Another Chapter Closes

House creaks
ferocious
decries starkness
of bare walls
absence of furniture
finality of boxes
stacked and sealed

Sleep eludes me
mind recalling
passages –
his cancer
my fear
twist of fate
that left me housebound

We could not stay here
this place chosen for healing
turned prison

“You’ve been good to us”
I whisper, “Now
you’ll favour someone else”

She grumbles in response
this old house, sharing
my trepidation
of unknowns, change
always precarious

Another groan
and I concur
we grand dams
need extra TLC

but I have faith –
an injection of
new life
will do us both good.

(This is a found poem, excerpted from a post of the same name which appeared on my second blog in July of 2017. Image my own.)

Moving

The rumble of men’s voices
grunting shifts beneath
heavy wooden furnishings

The transition is underway
Broom and cloth at hand
I hover out of sight

Will erase each vestige of us
bless this passage, prepare
to welcome the new.

(Moving day! Prewritten for Eugi’s Causerie weekly prompt: transition. Image mine.
We will not have access to the internet for a few days. I hope to be back on the weekend.)

Waiting on Heaven

“My children have come home to watch me die,”
she tells her doctor, repeats to me, #5, when I arrive.
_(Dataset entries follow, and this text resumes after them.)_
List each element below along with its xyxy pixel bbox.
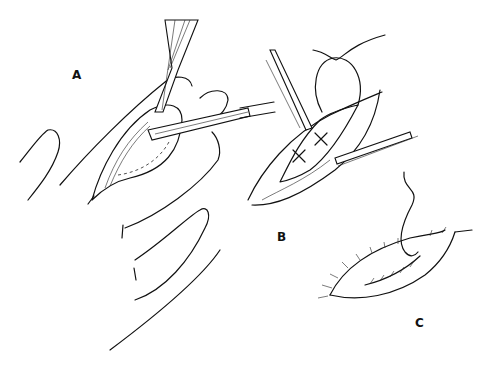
panel-label-b: B — [277, 230, 286, 244]
panel-b-drawing — [240, 35, 418, 205]
panel-label-a: A — [72, 68, 81, 82]
surgical-illustration — [0, 0, 486, 366]
panel-c-drawing — [318, 172, 472, 298]
panel-a-drawing — [20, 20, 250, 350]
panel-label-c: C — [415, 316, 424, 330]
“You leave the world the same you came in,” Doc said,
as if that makes sense, as if that offers comfort.

“We don’t want to see you suffer anymore,” I offer.
She agrees, tired of the pain.  92 and nothing but pain.

It’s not death that she fears – she’s ready –
it’s the dying – not knowing how it will happen.
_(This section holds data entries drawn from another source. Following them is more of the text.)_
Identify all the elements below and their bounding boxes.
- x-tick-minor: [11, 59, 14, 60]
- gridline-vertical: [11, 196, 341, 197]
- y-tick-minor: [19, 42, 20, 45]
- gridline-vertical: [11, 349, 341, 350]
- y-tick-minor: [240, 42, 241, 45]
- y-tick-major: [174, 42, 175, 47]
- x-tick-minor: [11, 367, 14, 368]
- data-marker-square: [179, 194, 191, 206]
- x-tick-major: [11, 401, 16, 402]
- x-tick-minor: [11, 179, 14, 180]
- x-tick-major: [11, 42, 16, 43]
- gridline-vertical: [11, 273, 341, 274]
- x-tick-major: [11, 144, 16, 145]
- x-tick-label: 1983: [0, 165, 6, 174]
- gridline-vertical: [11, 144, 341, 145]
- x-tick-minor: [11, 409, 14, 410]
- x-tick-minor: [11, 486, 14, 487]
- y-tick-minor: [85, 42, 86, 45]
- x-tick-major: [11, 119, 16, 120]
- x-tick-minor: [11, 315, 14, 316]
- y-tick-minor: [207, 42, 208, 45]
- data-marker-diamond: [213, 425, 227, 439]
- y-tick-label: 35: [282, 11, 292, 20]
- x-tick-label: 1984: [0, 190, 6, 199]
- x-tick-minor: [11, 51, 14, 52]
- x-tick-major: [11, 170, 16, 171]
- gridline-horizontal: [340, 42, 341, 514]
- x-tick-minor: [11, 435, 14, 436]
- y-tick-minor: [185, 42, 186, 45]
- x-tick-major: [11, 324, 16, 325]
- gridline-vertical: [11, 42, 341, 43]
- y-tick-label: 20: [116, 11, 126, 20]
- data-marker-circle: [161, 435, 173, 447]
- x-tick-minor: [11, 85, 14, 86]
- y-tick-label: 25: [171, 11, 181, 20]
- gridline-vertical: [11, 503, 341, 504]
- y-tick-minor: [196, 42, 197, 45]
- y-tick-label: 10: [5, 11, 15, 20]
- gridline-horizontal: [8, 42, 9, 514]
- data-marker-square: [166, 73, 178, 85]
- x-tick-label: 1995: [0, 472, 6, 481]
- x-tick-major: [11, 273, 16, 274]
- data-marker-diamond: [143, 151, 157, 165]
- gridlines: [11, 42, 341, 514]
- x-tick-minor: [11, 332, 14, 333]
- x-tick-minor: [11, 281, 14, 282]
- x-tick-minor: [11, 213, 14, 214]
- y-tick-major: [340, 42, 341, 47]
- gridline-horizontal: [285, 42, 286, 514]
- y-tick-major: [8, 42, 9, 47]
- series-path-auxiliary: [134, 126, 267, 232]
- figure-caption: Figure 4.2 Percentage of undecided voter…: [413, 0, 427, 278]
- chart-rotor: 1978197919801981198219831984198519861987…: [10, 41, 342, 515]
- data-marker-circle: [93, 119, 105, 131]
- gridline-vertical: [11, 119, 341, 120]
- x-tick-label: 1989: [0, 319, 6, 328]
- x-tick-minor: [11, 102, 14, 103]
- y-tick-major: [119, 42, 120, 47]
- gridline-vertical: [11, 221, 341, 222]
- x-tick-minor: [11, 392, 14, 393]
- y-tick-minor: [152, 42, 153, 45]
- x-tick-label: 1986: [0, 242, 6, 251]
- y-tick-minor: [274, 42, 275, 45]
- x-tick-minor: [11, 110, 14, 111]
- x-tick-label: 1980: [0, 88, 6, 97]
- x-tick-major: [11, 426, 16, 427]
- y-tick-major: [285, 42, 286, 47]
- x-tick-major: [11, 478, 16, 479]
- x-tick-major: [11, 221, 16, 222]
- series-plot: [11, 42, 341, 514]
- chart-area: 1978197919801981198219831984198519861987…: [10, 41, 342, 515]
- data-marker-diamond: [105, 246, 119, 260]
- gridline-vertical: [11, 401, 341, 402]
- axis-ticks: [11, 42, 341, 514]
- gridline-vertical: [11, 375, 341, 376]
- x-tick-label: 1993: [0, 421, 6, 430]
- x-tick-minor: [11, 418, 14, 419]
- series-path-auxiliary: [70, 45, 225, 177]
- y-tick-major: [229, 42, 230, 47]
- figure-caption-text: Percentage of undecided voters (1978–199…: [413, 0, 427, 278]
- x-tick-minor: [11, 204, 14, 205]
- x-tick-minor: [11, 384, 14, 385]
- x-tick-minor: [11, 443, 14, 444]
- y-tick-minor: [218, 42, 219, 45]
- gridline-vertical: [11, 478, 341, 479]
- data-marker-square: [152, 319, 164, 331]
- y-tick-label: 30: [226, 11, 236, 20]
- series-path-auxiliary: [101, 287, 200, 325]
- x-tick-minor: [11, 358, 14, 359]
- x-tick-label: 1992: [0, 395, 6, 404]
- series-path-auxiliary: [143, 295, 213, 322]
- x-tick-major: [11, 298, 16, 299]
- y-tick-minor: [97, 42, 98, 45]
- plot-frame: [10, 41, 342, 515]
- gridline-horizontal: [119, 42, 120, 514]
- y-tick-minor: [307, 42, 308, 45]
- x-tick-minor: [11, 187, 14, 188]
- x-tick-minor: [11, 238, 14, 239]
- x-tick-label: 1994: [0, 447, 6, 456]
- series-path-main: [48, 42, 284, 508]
“Will you be with me? When the time comes.”
I will.  Just as I did with a sister, two cousins,
father, an aunt, and countless others.

“Angel of Death,” a nurse called me once.
I shrugged: “Would you want to die alone?”

Death, I do know, is like birth,
in that the timing is unpredictable.

So, together, we’ll wait –
biding our time, talking about the present,
reflecting on the past, wondering what lies ahead.

Not all transitions, I’ve learned, are alike.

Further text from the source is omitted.